As the unemployment rate has increased in tandem with the decline in the economy, extensions to government Unemployment Insurance (UI) benefits have been proposed both to support those out of work and to provide an economic stimulus. However, the value of this program to rejuvenating the drooping economy is highly questionable, and the incentives provided to unemployed workers in the program serve only to make a bad situation worse.

The Unemployment Compensation Extension Act (H.R. 6867) expands Emergency Unemployment Compensation to 20 weeks nationwide, with 13 additional weeks of benefits for individuals in states with high unemployment rates. So, with federal funds, unemployed workers now may receive UI benefits for up to 59 weeks, instead of most states’ standard 26 weeks.

While Emergency Unemployment Compensation is available in all states, including Oregon, Oregon also has an additional Extended Benefits program once the Emergency Unemployment Compensation becomes exhausted.

The theory behind extending UI benefits is that unemployed workers will spend all their additional income from UI compensation, increase consumption, and boost aggregate demand, providing significant economic stimulus. Economists in the 1960s thought UI could function as an important automatic stabilizer. However, research in the 1970s, both at the national and the state level, showed that at best, UI plays a very small role in stabilizing the economy. Despite these findings, a more recent study conducted by economist Mark Zandi in 2004 motivated Congress to extend UI benefits to 46 weeks. Zandi’s study claimed that each dollar in additional UI spending increases gross domestic product (GDP) by $1.73.

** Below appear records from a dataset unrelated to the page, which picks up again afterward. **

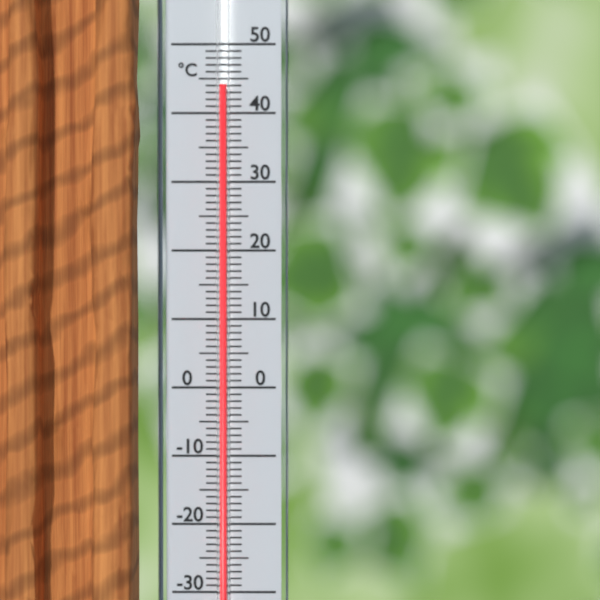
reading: 44 °C
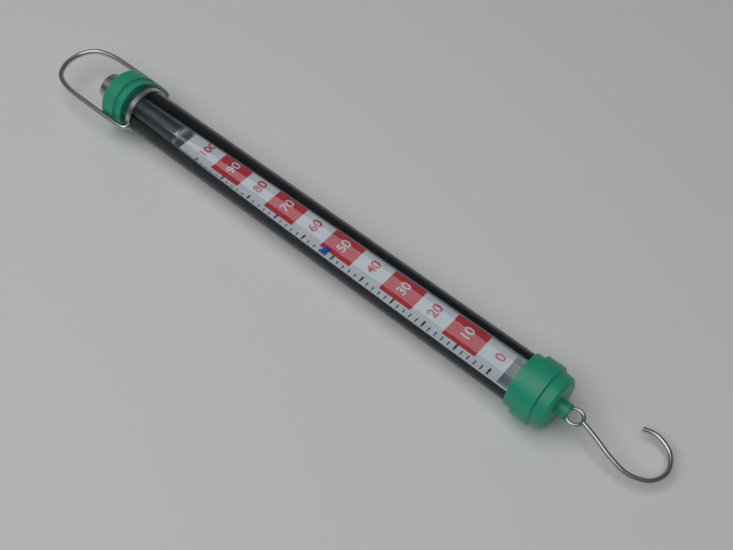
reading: 52 (no unit)
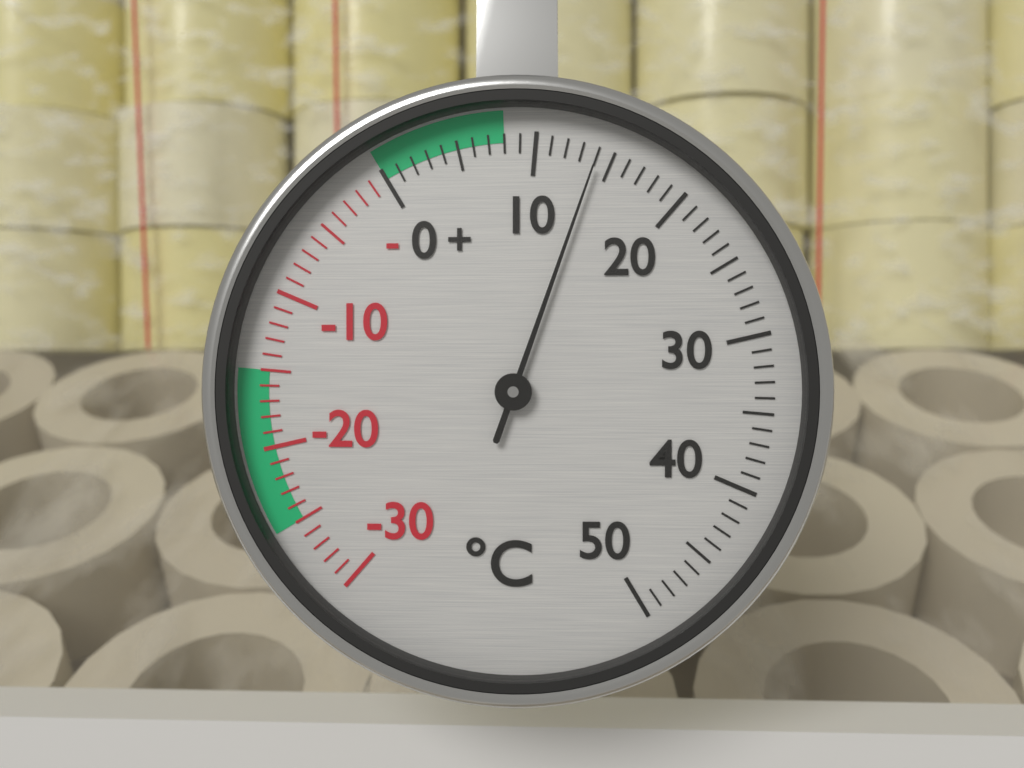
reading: 14 °C
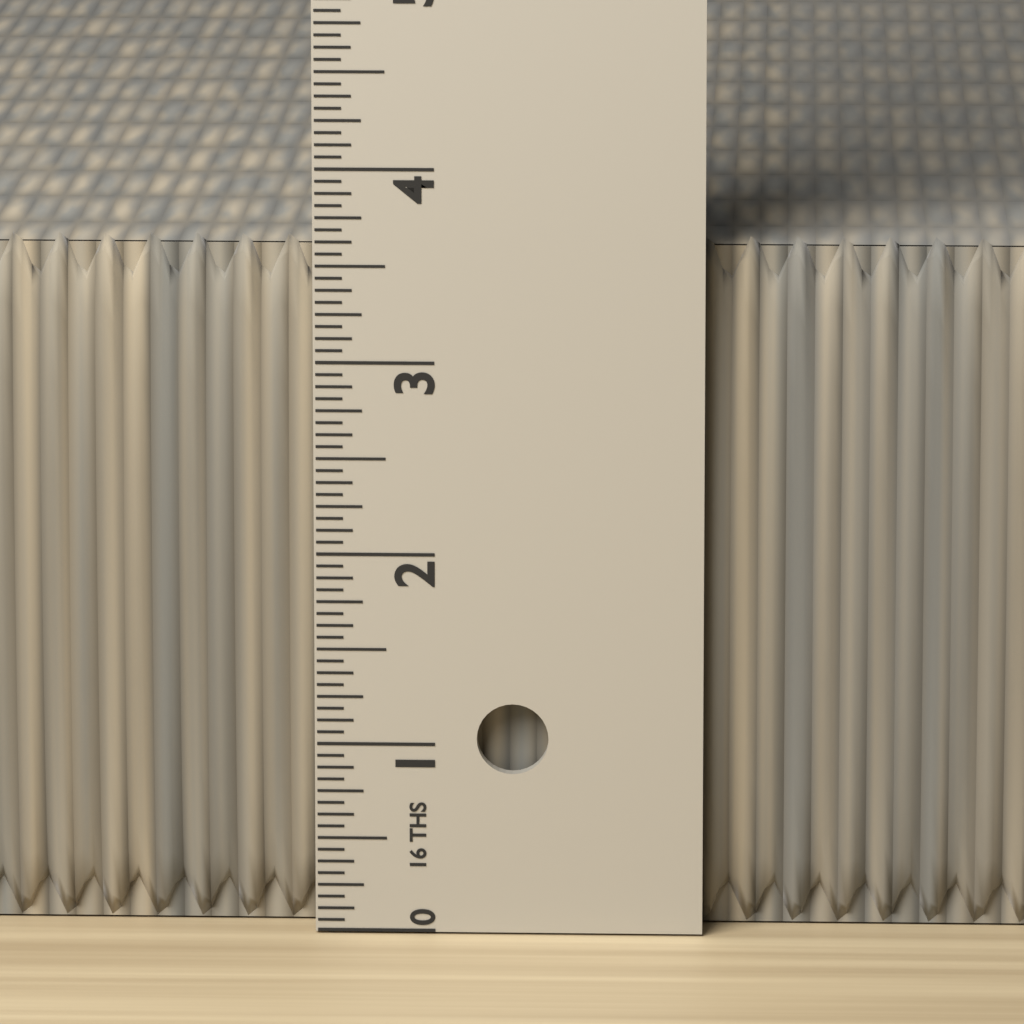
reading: 3.6250 in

This claim is flawed due to two false assumptions. First, additional UI income does not necessarily lead to new consumption, as assumed by the theory. Microeconomic research demonstrates that unemployed households do not consume more. In fact, UI benefits indirectly fund some additional saving. As UI benefits replace only a portion of lost wages, unemployed workers tend to save more and to consume less.

Second, the assumption that unemployment insurance does not change workers’ behavior is faulty. A number of research studies, including one conducted by Larry Katz, the chief economist for the Department of Labor in the Clinton Administration, found that workers with extended UI benefits remain unemployed longer.

This brings us to a bigger problem: Extending benefits will lead to an increase in the unemployment rate. According to Professor Robert Hansen, senior associate dean of Dartmouth’s Tuck School of Business, higher UI benefits mean that some people will leave jobs they would not have been willing to leave otherwise, and that they will be willing to remain unemployed longer.

Analysts at The Heritage Foundation recently used a sophisticated macroeconomic model to estimate the full effects of extending UI benefits. The model predicts that the twenty-week extension will lead to a rise in the unemployment rate by an additional 0.06 percentage point, to a total of 0.22 percent increase in unemployment.

The point Congress has missed is that extended unemployment benefits provide little economic stimulus because paying workers not to work longer does not really do anything either for the economy or for workers who lose the incentive to look for work as soon as possible. Instead of helping the economy, extending UI benefits will stimulate higher unemployment, lower national production, and more government waste.


Sreya Sarkar is a policy analyst for the Asset Ownership Project at Cascade Policy Institute, Oregon’s free market public policy research center.